Syria Gets the Osirak Treatment?

Also in nuclear news, despite some pretty severe smack-downs from some prominent names in the arms control community, Glenn Kessler and the Washington Post are apparently sticking by their story that Israel bombed a Syrian nuclear installation on 6 September 2007 (“Israel, U.S. Shared Data On Suspected Nuclear Site,” 21 September 2007, p. A1).

Joseph Cirincione, coauthor of the widely consulted reference, Deadly Arsenals: Nuclear, Biological and Chemical Threats, calls this story “nonsense” (“North Korea-Syria Nuclear Ties: Déjà Vu All Over Again?,” Foreign Policy, Passport, 14 September 2007) and Jeffrey Lewis of Arms Control Wonk goes so far as to call it “bullshit” (“Did Israel Strike a Syrian Nuclear Facility?, 16 September 2007). Mr. Cirincione writes and Mr. Lewis excerpts approvingly:

The Washington Post story should have been headlined “White House Officials Try to Push North Korea-Syria Connection.” This is a political story, not a threat story. The mainstream media seems to have learned nothing from the run-up to war in Iraq. It is a sad commentary on how selective leaks from administration officials who have repeatedly misled the press are still treated as if they were absolute truth. Once again, this appears to be the work of a small group of officials leaking cherry-picked, unvetted “intelligence” to key reporters in order to promote a preexisting political agenda.

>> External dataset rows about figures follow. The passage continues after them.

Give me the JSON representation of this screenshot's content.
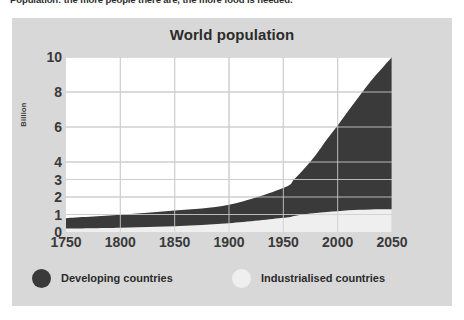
{
  "caption": {
    "text": "Population: the more people there are, the more food is needed."
  },
  "panel": {
    "background": "#d8d8d8"
  },
  "chart_data": {
    "type": "area",
    "title": "World population",
    "xlabel": "",
    "ylabel": "Billion",
    "xlim": [
      1750,
      2050
    ],
    "ylim": [
      0,
      10
    ],
    "grid": true,
    "legend_position": "bottom",
    "x_ticks": [
      1750,
      1800,
      1850,
      1900,
      1950,
      2000,
      2050
    ],
    "y_ticks": [
      0,
      1,
      2,
      3,
      4,
      6,
      8,
      10
    ],
    "colors": {
      "developing": "#3a3a3a",
      "industrialised": "#efefef",
      "plot_background": "#ffffff",
      "gridline": "#c9c9c9",
      "text": "#3a3a3a"
    },
    "x": [
      1750,
      1800,
      1850,
      1900,
      1950,
      1960,
      1970,
      1980,
      1990,
      2000,
      2010,
      2020,
      2030,
      2040,
      2050
    ],
    "series": [
      {
        "name": "Industrialised countries",
        "values": [
          0.2,
          0.25,
          0.33,
          0.5,
          0.81,
          0.92,
          1.01,
          1.08,
          1.15,
          1.19,
          1.24,
          1.27,
          1.29,
          1.3,
          1.3
        ]
      },
      {
        "name": "Developing countries",
        "values": [
          0.59,
          0.73,
          0.9,
          1.06,
          1.71,
          2.1,
          2.66,
          3.34,
          4.14,
          4.89,
          5.7,
          6.5,
          7.3,
          8.0,
          8.7
        ]
      }
    ],
    "totals": [
      0.79,
      0.98,
      1.23,
      1.56,
      2.52,
      3.02,
      3.67,
      4.42,
      5.29,
      6.08,
      6.94,
      7.77,
      8.59,
      9.3,
      10.0
    ],
    "legend": [
      {
        "label": "Developing countries",
        "swatch": "#3a3a3a"
      },
      {
        "label": "Industrialised countries",
        "swatch": "#efefef"
      }
    ]
  }
}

This is definitely the administration that has cried wolf too many times, but the Washington Post article seems pretty heavily sourced. And I don’t believe that Syria is an Israeli bombing range where the IDF just flies out for practice missions. If they went in, they must have had some pretty serious concerns. I’m going to need a lot more than unnamed Bush officials and bluster before passing judgment on this story.